POPEER MDAS TLBR. Pronounced “POPEER” is like roper, “MDAS” is em-DASS, and “TLBR” is Till-brrr. Of course in the UK they’ll choose to break the syllables differently so it’ll be POPEERM DASTLBR (emphasis on the DAS) which if you squint sounds like the name of a quaint town in the north of England.

Then we sing it to the tune of some kid’s song I haven’t picked out yet. But I can imagine the Sesame Street characters gleefully repeating it until Mom is ready to throw a wine bottle through her $4,000 TV to “Make it stop!! Please, just make it stop!!!11!1”

This link should help.

PEMDAS works fine when the goal is some basic math.

If you are doing quantum mechanics it probably will not suffice.

Again, it is a mnemonic. It is not meant to be the end-all, be-all of mathematical rules. It suffices for simple equations such as in the OP. I’m not even sure it should make it to algebra.

LSLGuy is a pilot and mnemonics are abundant there too:

CIGAR, FLAPS, BLITTS, MIDGET, CAPER and so on.

Do any of them cover everything? No. Do they mean you can fly a plane? No.

They are merely memory devices for some pieces of the whole puzzle.

PEMDAS is fine as far as it goes. It is not perfect. It is certainly limited. But it definitely suffices to show the problem with the equation in the OP.

http://people.math.harvard.edu/~knill/pedagogy/ambiguity/iso1.jpg
http://people.math.harvard.edu/~knill/pedagogy/ambiguity/iso2.jpg
In short, ambiguity is bad. (Also, ÷ is bad if I understand things correctly.)

I did not make that leap-- someone, another kid, pointed it out to me, and it was a paradigm-shifting moment. Why didn’t a teacher ever just tell me that?

The other kid figured it out when he made the connection between fractions and percentages, something else I never made until it was explained to me, because I never “got” the operation to figure a percentage-- that is, until the moment he explained it to me.
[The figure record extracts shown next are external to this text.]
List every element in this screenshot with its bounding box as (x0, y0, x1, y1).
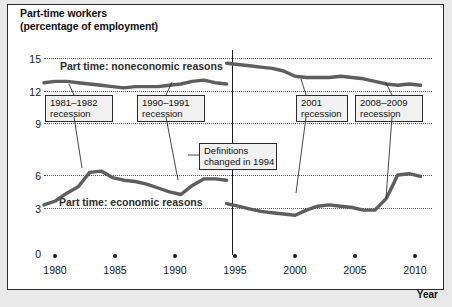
gridline-12 (44, 91, 432, 92)
chart-title-line2: (percentage of employment) (20, 20, 158, 33)
gridline-15 (44, 58, 432, 59)
y-tick-3: 3 (19, 203, 41, 215)
callout-line2: recession (142, 108, 200, 119)
y-tick-12: 12 (19, 86, 41, 98)
x-tick-dot-1985 (113, 254, 117, 258)
callout-recession-2008-2009: 2008–2009 recession (355, 95, 423, 122)
x-tick-2000: 2000 (275, 264, 315, 276)
chart-figure: Part-time workers (percentage of employm… (0, 0, 452, 307)
x-tick-dot-2010 (413, 254, 417, 258)
callout-recession-2001: 2001 recession (296, 95, 348, 122)
series-label-economic: Part time: economic reasons (59, 196, 203, 208)
y-tick-9: 9 (19, 118, 41, 130)
x-tick-1980: 1980 (35, 264, 75, 276)
x-tick-2010: 2010 (395, 264, 435, 276)
callout-line1: 1990–1991 (142, 97, 200, 108)
callout-definitions-changed: Definitions changed in 1994 (199, 143, 277, 170)
x-tick-dot-1980 (53, 254, 57, 258)
chart-title-line1: Part-time workers (20, 7, 158, 20)
callout-line2: recession (360, 108, 418, 119)
y-tick-15: 15 (19, 53, 41, 65)
gridline-9 (44, 123, 432, 124)
x-axis-title: Year (417, 289, 438, 300)
x-tick-dot-1995 (233, 254, 237, 258)
x-tick-1990: 1990 (155, 264, 195, 276)
gridline-3 (44, 208, 432, 209)
callout-line1: Definitions (204, 145, 272, 156)
callout-line1: 2001 (301, 97, 343, 108)
x-tick-dot-1990 (173, 254, 177, 258)
x-tick-1985: 1985 (95, 264, 135, 276)
callout-recession-1990-1991: 1990–1991 recession (137, 95, 205, 122)
y-tick-0: 0 (19, 248, 41, 260)
callout-line2: changed in 1994 (204, 156, 272, 167)
callout-line2: recession (50, 108, 108, 119)
callout-recession-1981-1982: 1981–1982 recession (45, 95, 113, 122)
callout-line1: 1981–1982 (50, 97, 108, 108)
x-tick-dot-2005 (353, 254, 357, 258)
callout-line2: recession (301, 108, 343, 119)
series-label-noneconomic: Part time: noneconomic reasons (60, 60, 223, 72)
callout-line1: 2008–2009 (360, 97, 418, 108)
page-title: Part-time workers (percentage of employm… (20, 7, 158, 33)
x-tick-dot-2000 (293, 254, 297, 258)
x-tick-2005: 2005 (335, 264, 375, 276)
gridline-6 (44, 175, 432, 176)
y-tick-6: 6 (19, 170, 41, 182)
x-tick-1995: 1995 (215, 264, 255, 276)
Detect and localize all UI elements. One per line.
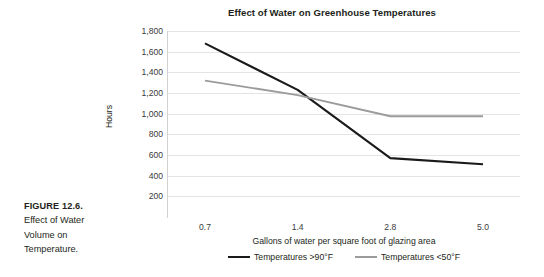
- series-lines: [168, 31, 520, 217]
- x-tick-label: 1.4: [292, 222, 304, 232]
- y-tick-label: 1,000: [123, 109, 163, 119]
- y-tick-label: 200: [123, 191, 163, 201]
- legend-label: Temperatures >90°F: [254, 252, 333, 262]
- y-tick-label: 1,600: [123, 47, 163, 57]
- x-tick-label: 0.7: [199, 222, 211, 232]
- x-tick-label: 2.8: [384, 222, 396, 232]
- legend-label: Temperatures <50°F: [381, 252, 460, 262]
- chart-title: Effect of Water on Greenhouse Temperatur…: [120, 7, 544, 18]
- legend-swatch-icon: [228, 256, 250, 258]
- chart-legend: Temperatures >90°FTemperatures <50°F: [168, 252, 520, 262]
- y-tick-label: 800: [123, 129, 163, 139]
- series-line: [205, 81, 483, 117]
- series-line: [205, 43, 483, 164]
- y-tick-label: 1,800: [123, 26, 163, 36]
- legend-item: Temperatures >90°F: [228, 252, 333, 262]
- y-axis-ticks: 2004006008001,0001,2001,4001,6001,800: [120, 0, 163, 277]
- y-tick-label: 600: [123, 150, 163, 160]
- chart-figure: Effect of Water on Greenhouse Temperatur…: [120, 0, 544, 277]
- x-tick-label: 5.0: [477, 222, 489, 232]
- y-tick-label: 1,400: [123, 67, 163, 77]
- x-axis-title: Gallons of water per square foot of glaz…: [168, 236, 520, 246]
- plot-area: [168, 31, 520, 217]
- legend-item: Temperatures <50°F: [355, 252, 460, 262]
- y-tick-label: 1,200: [123, 88, 163, 98]
- y-axis-title: Hours: [104, 105, 114, 128]
- legend-swatch-icon: [355, 256, 377, 258]
- figure-caption-text: Effect of Water Volume on Temperature.: [24, 213, 116, 256]
- figure-caption: FIGURE 12.6. Effect of Water Volume on T…: [24, 199, 116, 256]
- y-tick-label: 400: [123, 171, 163, 181]
- figure-number: FIGURE 12.6.: [24, 201, 83, 211]
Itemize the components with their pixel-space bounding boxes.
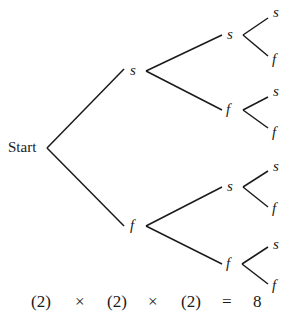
- times-sign-1: ×: [75, 293, 85, 311]
- leaf-sff: f: [272, 125, 276, 140]
- node-s-level1: s: [130, 63, 136, 78]
- leaf-sfs: s: [273, 84, 279, 99]
- factor-1: (2): [31, 293, 51, 311]
- leaf-fsf: f: [272, 201, 276, 216]
- factor-2: (2): [107, 293, 127, 311]
- tree-lines: [0, 0, 289, 327]
- node-ss-level2: s: [227, 27, 233, 42]
- root-start-label: Start: [8, 140, 36, 155]
- leaf-ssf: f: [272, 52, 276, 67]
- equals-sign: =: [222, 293, 232, 311]
- result-value: 8: [253, 293, 262, 311]
- node-fs-level2: s: [227, 179, 233, 194]
- factor-3: (2): [181, 293, 201, 311]
- node-ff-level2: f: [226, 256, 230, 271]
- node-f-level1: f: [130, 218, 134, 233]
- times-sign-2: ×: [148, 293, 158, 311]
- leaf-ffs: s: [273, 237, 279, 252]
- leaf-sss: s: [273, 5, 279, 20]
- node-sf-level2: f: [226, 102, 230, 117]
- leaf-fff: f: [272, 278, 276, 293]
- leaf-fss: s: [273, 159, 279, 174]
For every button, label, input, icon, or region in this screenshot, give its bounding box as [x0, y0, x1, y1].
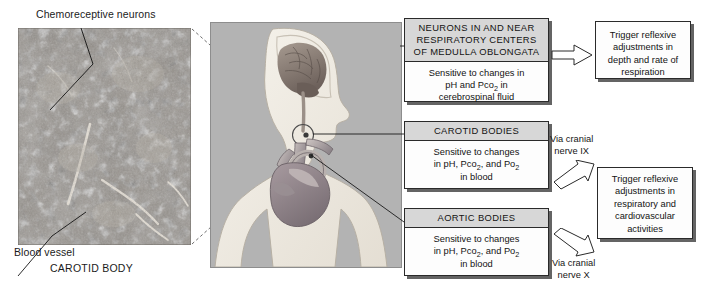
box-aortic-header: AORTIC BODIES — [405, 209, 548, 228]
caption-carotid-body: CAROTID BODY — [50, 262, 133, 274]
arrow-carotid-to-cardiovascular — [552, 160, 598, 190]
box-cardiovascular-effect: Trigger reflexive adjustments in respira… — [597, 167, 693, 239]
body-line-pco2: pH and Pco2 in — [409, 79, 544, 91]
arrow-aortic-to-cardiovascular — [552, 228, 598, 258]
carotid-body-micrograph-panel — [18, 28, 191, 245]
label-chemoreceptive-neurons: Chemoreceptive neurons — [36, 8, 156, 20]
box-carotid-bodies: CAROTID BODIES Sensitive to changes in p… — [404, 121, 549, 189]
body-line-pco2-po2: in pH, Pco2, and Po2 — [409, 158, 544, 170]
torso-head-illustration — [211, 23, 401, 267]
box-medulla-oblongata: NEURONS IN AND NEAR RESPIRATORY CENTERS … — [404, 18, 549, 102]
box-respiration-body: Trigger reflexive adjustments in depth a… — [596, 22, 690, 86]
body-line-pco2-po2-aortic: in pH, Pco2, and Po2 — [409, 245, 544, 257]
cropped-caption-strip — [8, 285, 178, 290]
pathway-label-cranial-nerve-x: Via cranial nerve X — [552, 257, 595, 281]
arrow-medulla-to-respiration — [551, 43, 595, 67]
box-carotid-header: CAROTID BODIES — [405, 122, 548, 141]
box-medulla-header: NEURONS IN AND NEAR RESPIRATORY CENTERS … — [405, 19, 548, 62]
body-anatomy-panel — [210, 22, 402, 268]
box-medulla-body: Sensitive to changes in pH and Pco2 in c… — [405, 62, 548, 109]
box-cardiovascular-body: Trigger reflexive adjustments in respira… — [598, 168, 692, 240]
box-aortic-body: Sensitive to changes in pH, Pco2, and Po… — [405, 228, 548, 275]
box-aortic-bodies: AORTIC BODIES Sensitive to changes in pH… — [404, 208, 549, 276]
pathway-label-cranial-nerve-ix: Via cranial nerve IX — [550, 133, 593, 157]
figure-canvas: Chemoreceptive neurons Blood vessel CARO… — [0, 0, 701, 290]
chemoreceptive-neurons-leader — [0, 6, 158, 146]
box-carotid-body: Sensitive to changes in pH, Pco2, and Po… — [405, 141, 548, 188]
box-respiration-effect: Trigger reflexive adjustments in depth a… — [595, 21, 691, 79]
label-blood-vessel: Blood vessel — [14, 246, 75, 258]
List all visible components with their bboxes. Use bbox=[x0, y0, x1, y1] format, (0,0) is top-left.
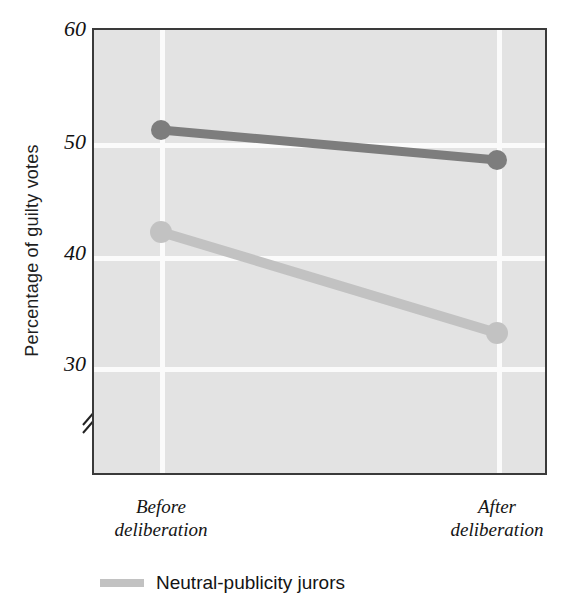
x-tick-label-after: After deliberation bbox=[387, 495, 577, 541]
gridline-x-before bbox=[160, 30, 165, 473]
y-tick-label-60: 60 bbox=[26, 16, 86, 42]
x-tick-label-before-line1: Before bbox=[51, 495, 271, 518]
chart-legend: Neutral-publicity jurors bbox=[100, 572, 345, 594]
plot-area bbox=[92, 28, 547, 475]
x-tick-label-before: Before deliberation bbox=[51, 495, 271, 541]
legend-label-neutral-publicity: Neutral-publicity jurors bbox=[156, 572, 345, 594]
x-tick-label-before-line2: deliberation bbox=[51, 518, 271, 541]
y-tick-label-50: 50 bbox=[26, 129, 86, 155]
x-tick-label-after-line2: deliberation bbox=[387, 518, 577, 541]
gridline-x-after bbox=[497, 30, 502, 473]
chart-figure: Percentage of guilty votes 60 50 40 30 bbox=[0, 0, 577, 606]
legend-swatch-neutral-publicity bbox=[100, 579, 144, 587]
x-tick-label-after-line1: After bbox=[387, 495, 577, 518]
y-tick-label-40: 40 bbox=[26, 240, 86, 266]
y-tick-label-30: 30 bbox=[26, 351, 86, 377]
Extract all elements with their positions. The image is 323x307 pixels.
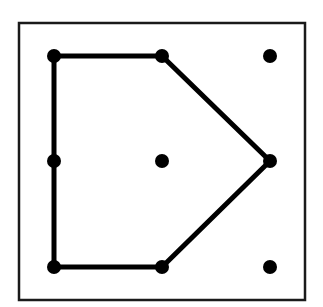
grid-dot-r2c1	[155, 260, 169, 274]
grid-dot-r1c0	[47, 154, 61, 168]
grid-dot-r0c0	[47, 49, 61, 63]
grid-dot-r1c2	[263, 154, 277, 168]
grid-dot-r0c1	[155, 49, 169, 63]
grid-dot-r0c2	[263, 49, 277, 63]
grid-dot-r1c1	[155, 154, 169, 168]
grid-dots	[47, 49, 277, 274]
geoboard-diagram	[0, 0, 323, 307]
grid-dot-r2c0	[47, 260, 61, 274]
grid-dot-r2c2	[263, 260, 277, 274]
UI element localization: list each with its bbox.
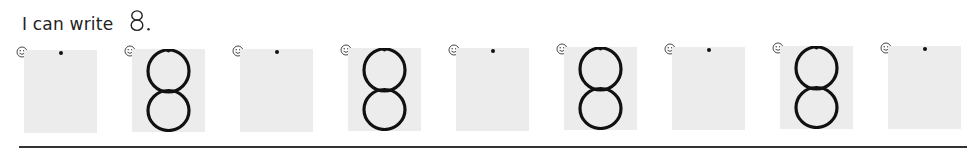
practice-cell[interactable]: [776, 39, 856, 131]
practice-cell[interactable]: [560, 40, 640, 132]
start-dot: [275, 50, 279, 54]
start-dot: [707, 48, 711, 52]
digit-eight-glyph: [132, 49, 205, 132]
writing-box[interactable]: [456, 48, 529, 131]
digit-eight-glyph: [348, 48, 421, 131]
practice-cell[interactable]: [128, 42, 208, 134]
practice-cell[interactable]: [20, 43, 100, 135]
traced-digit-box: [780, 46, 853, 129]
next-row-partial-digit: [164, 152, 178, 157]
practice-cell[interactable]: [884, 39, 964, 131]
digit-eight-glyph: [564, 47, 637, 130]
practice-cell[interactable]: [236, 42, 316, 134]
traced-digit-box: [348, 48, 421, 131]
heading-digit-eight: [130, 10, 156, 36]
writing-box[interactable]: [888, 46, 961, 129]
practice-cell[interactable]: [452, 41, 532, 133]
writing-box[interactable]: [24, 50, 97, 133]
start-dot: [59, 51, 63, 55]
writing-baseline-rule: [19, 146, 967, 148]
practice-cell[interactable]: [344, 41, 424, 133]
traced-digit-box: [132, 49, 205, 132]
digit-eight-glyph: [780, 46, 853, 129]
heading-text: I can write: [22, 14, 113, 34]
start-dot: [491, 49, 495, 53]
start-dot: [923, 47, 927, 51]
writing-box[interactable]: [672, 47, 745, 130]
writing-box[interactable]: [240, 49, 313, 132]
practice-cell[interactable]: [668, 40, 748, 132]
traced-digit-box: [564, 47, 637, 130]
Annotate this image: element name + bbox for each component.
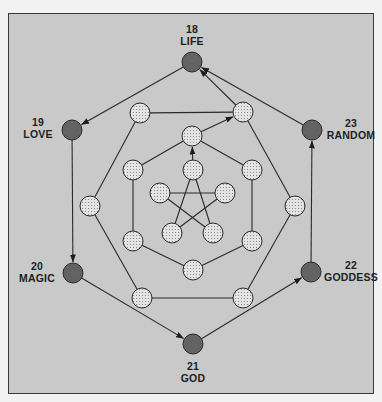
label-random: 23 RANDOM xyxy=(324,117,378,141)
edge-b3-b4 xyxy=(202,245,243,265)
edge-b1-b2 xyxy=(201,141,244,165)
node-c4 xyxy=(162,223,182,243)
edge-b4-b5 xyxy=(142,245,184,265)
node-a5 xyxy=(132,288,152,308)
node-god xyxy=(183,334,203,354)
node-b1 xyxy=(182,126,202,146)
label-love: 19 LOVE xyxy=(18,116,58,140)
label-life: 18 LIFE xyxy=(172,23,212,47)
node-b5 xyxy=(123,231,143,251)
label-magic-number: 20 xyxy=(14,260,60,272)
label-god-number: 21 xyxy=(173,360,213,372)
label-life-text: LIFE xyxy=(172,35,212,47)
node-c3 xyxy=(203,223,223,243)
edge-a1-a2 xyxy=(150,112,233,113)
node-random xyxy=(302,120,322,140)
node-goddess xyxy=(301,262,321,282)
node-love xyxy=(62,120,82,140)
label-love-text: LOVE xyxy=(18,128,58,140)
node-a6 xyxy=(80,196,100,216)
node-a1 xyxy=(130,103,150,123)
label-random-text: RANDOM xyxy=(324,129,378,141)
label-goddess-number: 22 xyxy=(323,259,379,271)
arrow-goddess-random xyxy=(311,141,312,262)
label-goddess: 22 GODDESS xyxy=(323,259,379,283)
node-life xyxy=(182,52,202,72)
sigil-graph xyxy=(0,0,382,402)
node-a3 xyxy=(285,196,305,216)
arrow-god-goddess xyxy=(202,278,302,339)
arrow-a2-life xyxy=(200,70,236,105)
node-a4 xyxy=(233,288,253,308)
label-god-text: GOD xyxy=(173,372,213,384)
edge-c1-c3 xyxy=(196,180,210,224)
arrow-love-magic xyxy=(72,140,73,262)
node-a2 xyxy=(233,102,253,122)
edge-a2-a3 xyxy=(248,121,290,197)
node-b4 xyxy=(183,260,203,280)
label-god: 21 GOD xyxy=(173,360,213,384)
label-random-number: 23 xyxy=(324,117,378,129)
node-b6 xyxy=(123,160,143,180)
edge-b6-b1 xyxy=(142,141,184,165)
edge-a5-a6 xyxy=(95,215,137,290)
node-b3 xyxy=(242,231,262,251)
node-magic xyxy=(63,263,83,283)
edge-a6-a1 xyxy=(95,122,136,197)
node-c1 xyxy=(183,160,203,180)
edge-a3-a4 xyxy=(248,215,290,290)
node-c5 xyxy=(150,183,170,203)
label-life-number: 18 xyxy=(172,23,212,35)
label-love-number: 19 xyxy=(18,116,58,128)
edge-c4-c1 xyxy=(175,179,190,223)
node-b2 xyxy=(242,160,262,180)
arrow-magic-god xyxy=(82,278,184,338)
label-magic: 20 MAGIC xyxy=(14,260,60,284)
arrow-b1-a2 xyxy=(201,117,233,132)
label-goddess-text: GODDESS xyxy=(323,271,379,283)
node-c2 xyxy=(215,183,235,203)
label-magic-text: MAGIC xyxy=(14,272,60,284)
Then I never forgot.

He was two years younger than I was, but his parents were both math professors.

I was taught BODMAS. (This was back when computers were the sole province of universities and secret government establishments).

By the time we reached the 5th form, it was well understood that it could equally be written as BOMDSA but by then it didn’t really matter.

Without looking at any of the responses, I got 16.

And now looking at what other people said, I don’t understand the confusion.

8 + (4)^2 ÷ (7/2 - 2)
8 + (4)^2 ÷ (3.5 - 2)
8 + (4)^2 ÷ (1.5)
8 + 16 ÷ (1.5)
24 ÷ (1.5)
16

Division comes before addition in order-of-operations.